Are we still masters of our own fate?

“Common sense prevailed.” San Francisco supervisor Hillary Ronen used these words to praise the vote on Police-operated “killer-robots”. Citizens protested after it was announced that the San Francisco police department would be allowed to deploy robots capable of using “lethal force in extreme situations”. Now, only a few days later, the city’s board of supervisors repealed the decision. 

What happened in San Francisco is a key example of what has been occupying the minds of philosophers, politicians and military decision-makers for some time now: The relation between humans and autonomous or remote-controlled machines, for example: drones or robots, in the context of security threats and war.

Whether it is an American MQ-9 Reaper drone hitting civilians in Afghanistan or a Ukrainian drone boat hitting Russian destroyers in the Black Sea, these technological advancements bring huge advantages to security forces. They do not have to deploy human personnel in extremely dangerous environments, such as sites of mass shootings or in minefields, thus allowing them to operate without risking human damage. While these are undoubtedly valid reasons for their use, yet, besides the inherent moral problems, there are significant security risks that come along with the high-scale use of these technologies – especially in a military context. 

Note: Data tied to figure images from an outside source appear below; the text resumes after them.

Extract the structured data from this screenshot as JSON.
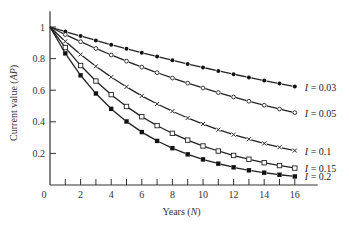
{
  "chart_data": {
    "type": "line",
    "title": "",
    "xlabel": "Years (N)",
    "ylabel": "Current value (AP)",
    "xlim": [
      0,
      17.5
    ],
    "ylim": [
      0,
      1.1
    ],
    "x_ticks": [
      0,
      2,
      4,
      6,
      8,
      10,
      12,
      14,
      16
    ],
    "x_minor_ticks": [
      1,
      3,
      5,
      7,
      9,
      11,
      13,
      15
    ],
    "y_ticks": [
      0.2,
      0.4,
      0.6,
      0.8,
      1
    ],
    "y_tick_labels": [
      "0.2",
      "0.4",
      "0.6",
      "0.8",
      "1"
    ],
    "x_tick_labels": [
      "0",
      "2",
      "4",
      "6",
      "8",
      "10",
      "12",
      "14",
      "16"
    ],
    "grid": false,
    "legend_position": "inline-right",
    "x": [
      0,
      1,
      2,
      3,
      4,
      5,
      6,
      7,
      8,
      9,
      10,
      11,
      12,
      13,
      14,
      15,
      16
    ],
    "series": [
      {
        "name": "I = 0.03",
        "marker": "filled-circle",
        "values": [
          1,
          0.971,
          0.943,
          0.915,
          0.888,
          0.863,
          0.837,
          0.813,
          0.789,
          0.766,
          0.744,
          0.722,
          0.701,
          0.681,
          0.661,
          0.642,
          0.623
        ]
      },
      {
        "name": "I = 0.05",
        "marker": "open-circle",
        "values": [
          1,
          0.952,
          0.907,
          0.864,
          0.823,
          0.784,
          0.746,
          0.711,
          0.677,
          0.645,
          0.614,
          0.585,
          0.557,
          0.53,
          0.505,
          0.481,
          0.458
        ]
      },
      {
        "name": "I = 0.1",
        "marker": "x",
        "values": [
          1,
          0.909,
          0.826,
          0.751,
          0.683,
          0.621,
          0.564,
          0.513,
          0.467,
          0.424,
          0.386,
          0.35,
          0.319,
          0.29,
          0.263,
          0.239,
          0.218
        ]
      },
      {
        "name": "I = 0.15",
        "marker": "open-square",
        "values": [
          1,
          0.87,
          0.756,
          0.658,
          0.572,
          0.497,
          0.432,
          0.376,
          0.327,
          0.284,
          0.247,
          0.215,
          0.187,
          0.163,
          0.141,
          0.123,
          0.107
        ]
      },
      {
        "name": "I = 0.2",
        "marker": "filled-square",
        "values": [
          1,
          0.833,
          0.694,
          0.579,
          0.482,
          0.402,
          0.335,
          0.279,
          0.233,
          0.194,
          0.162,
          0.135,
          0.112,
          0.093,
          0.078,
          0.065,
          0.054
        ]
      }
    ]
  },
  "axes": {
    "origin_label": "0"
  }
}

 One of the characteristics of technology is that it makes killing easier. Philosopher Gregoire Chamayou explores this problem and its implications in his work “Theory of the Drone” 

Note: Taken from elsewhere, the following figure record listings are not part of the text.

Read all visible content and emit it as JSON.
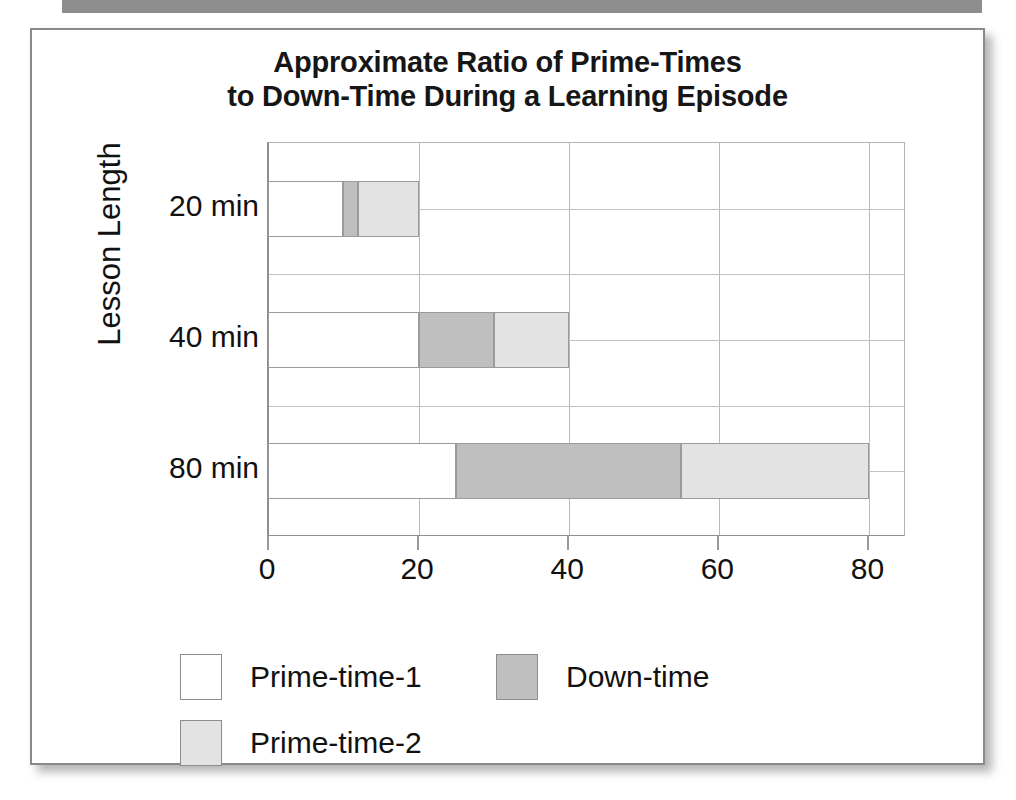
{
  "chart_data": {
    "type": "bar",
    "orientation": "horizontal",
    "stacked": true,
    "title": "Approximate Ratio of Prime-Times to Down-Time During a Learning Episode",
    "title_lines": [
      "Approximate Ratio of Prime-Times",
      "to Down-Time During a Learning Episode"
    ],
    "xlabel": "",
    "ylabel": "Lesson Length",
    "categories": [
      "20 min",
      "40 min",
      "80 min"
    ],
    "xlim": [
      0,
      85
    ],
    "xticks": [
      0,
      20,
      40,
      60,
      80
    ],
    "xticklabels": [
      "0",
      "20",
      "40",
      "60",
      "80"
    ],
    "grid": "vertical-and-horizontal",
    "legend_position": "below",
    "series": [
      {
        "name": "Prime-time-1",
        "color": "#ffffff",
        "values": [
          10,
          20,
          25
        ]
      },
      {
        "name": "Down-time",
        "color": "#bfbfbf",
        "values": [
          2,
          10,
          30
        ]
      },
      {
        "name": "Prime-time-2",
        "color": "#e3e3e3",
        "values": [
          8,
          10,
          25
        ]
      }
    ],
    "bars": [
      {
        "category": "20 min",
        "segments": [
          {
            "series": "Prime-time-1",
            "start": 0,
            "end": 10,
            "value": 10
          },
          {
            "series": "Down-time",
            "start": 10,
            "end": 12,
            "value": 2
          },
          {
            "series": "Prime-time-2",
            "start": 12,
            "end": 20,
            "value": 8
          }
        ],
        "total": 20
      },
      {
        "category": "40 min",
        "segments": [
          {
            "series": "Prime-time-1",
            "start": 0,
            "end": 20,
            "value": 20
          },
          {
            "series": "Down-time",
            "start": 20,
            "end": 30,
            "value": 10
          },
          {
            "series": "Prime-time-2",
            "start": 30,
            "end": 40,
            "value": 10
          }
        ],
        "total": 40
      },
      {
        "category": "80 min",
        "segments": [
          {
            "series": "Prime-time-1",
            "start": 0,
            "end": 25,
            "value": 25
          },
          {
            "series": "Down-time",
            "start": 25,
            "end": 55,
            "value": 30
          },
          {
            "series": "Prime-time-2",
            "start": 55,
            "end": 80,
            "value": 25
          }
        ],
        "total": 80
      }
    ]
  },
  "legend": {
    "items": [
      {
        "label": "Prime-time-1",
        "swatch": "prime1"
      },
      {
        "label": "Prime-time-2",
        "swatch": "prime2"
      },
      {
        "label": "Down-time",
        "swatch": "down"
      }
    ]
  },
  "colors": {
    "prime_time_1": "#ffffff",
    "down_time": "#bfbfbf",
    "prime_time_2": "#e3e3e3",
    "outline": "#8d8d8d",
    "text": "#111111"
  }
}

“The price most killers have to pay for a close-range kill—the memory of the ‘face, terrible, twisted in pain and hate, yes, such hate’—this price need never be paid if we can simply avoid looking at our victim’s face.” 

Drones put a considerable distance between the killer, i.e. the drone operator, and the victim and reduce the latter to a bunch of pixels on a screen. In contrast to a fistfight or close combat with firearms, the killer’s resistance to kill another human being is lowered since there is not really a perception of doing exactly that. Killing becomes less demanding on the human side. From a military point of view, the logistical efforts of stationing forces abroad get reduced with the use of this tech, since it is enough to provide mechanics and engineers on the ground while pilots and data analysts can be back at base in the homeland. The worrying consequence of this is that due to these lower political, monetary and human capital costs decision-makers’ hesitance to order and approve the use of this tech, thus oftentimes the end of someone’s life, is minimized – as realist theory would say: war becomes more likely.   

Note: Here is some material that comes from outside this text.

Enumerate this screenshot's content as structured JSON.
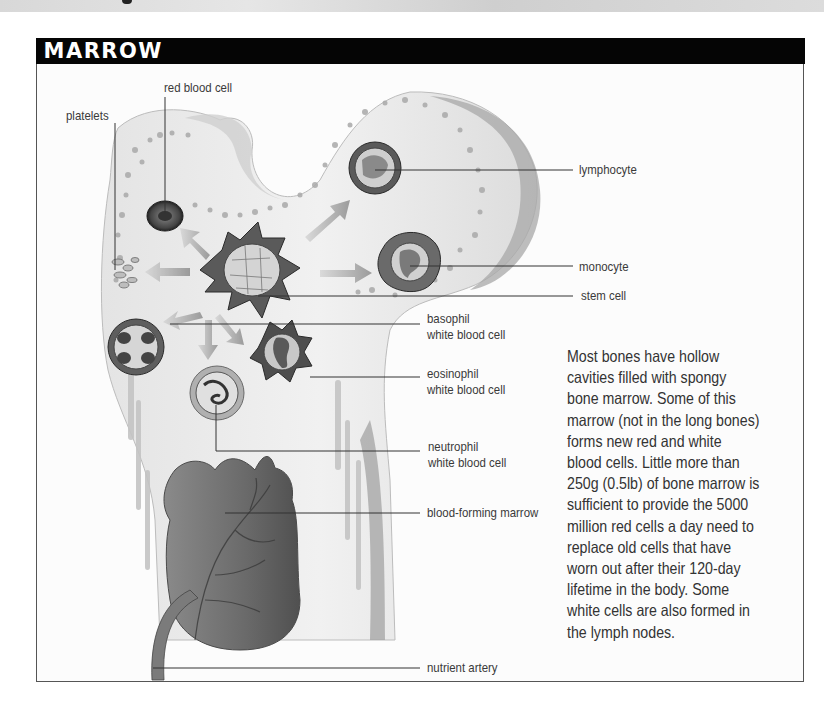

These technologies have been a cruel reality, especially in the Middle East for around 20 years now. But the future brings about an even darker picture: autonomous drones, fully-fledged killer robots that make decisions about life and death by themselves without human control or responsibility, are among the technologies. The problem here is that these technologies eliminate individual responsibility and guilt. Bomber pilots pulling the trigger above Dresden or Hiroshima knew what they were doing. They would burden themselves with the eternal guilt of having killed another human being – even if they did it for the right reasons. This has always been a part of war and should always remain a part of it. If a human soul is taken, the one who took it needs to stay connected to that forever. 

The fact that autonomous weapons make that decision by themselves while never being able to feel that guilt – effectively taking human fate out of human hands – creates the absolute necessity to ban them internationally like cluster bombs, bio-, and chemical weapons before.  

The debate of autonomous weapons can already be seen in present-day conflicts. As the Ukraine war has recently shown, “Combined-Arms-Warfare” is the single most important capability in a conventional land war of the 21st century. Ukraine has been able to resist and even push back the numerically dominant Russian army, by combining efficient communication, limited but precise hits on strategically important targets, and the combination of state-of-the-art technology with heroic human effort. This is reflected by the market size for autonomous military weapons, which rose to an astonishing 13.30 billion dollars in 2022. With many countries – most recently Japan – on a path to armament unseen in a long time, this trend is probably here to stay.

Whether common sense prevails globally – as it did in San Francisco – remains to be seen. 

Further recommended reading:

“Theory of the Drone” – Gregoire Chamayou (2013)

https://edition.cnn.com/2022/12/07/us/san-francisco-rejects-police-controlled-robots/index.html

https://www.theguardian.com/world/2022/nov/01/could-ukraines-drone-attack-on-russian-ships-herald-a-new-type-of-warfare

Leave a Reply

This site uses Akismet to reduce spam. Learn how your comment data is processed.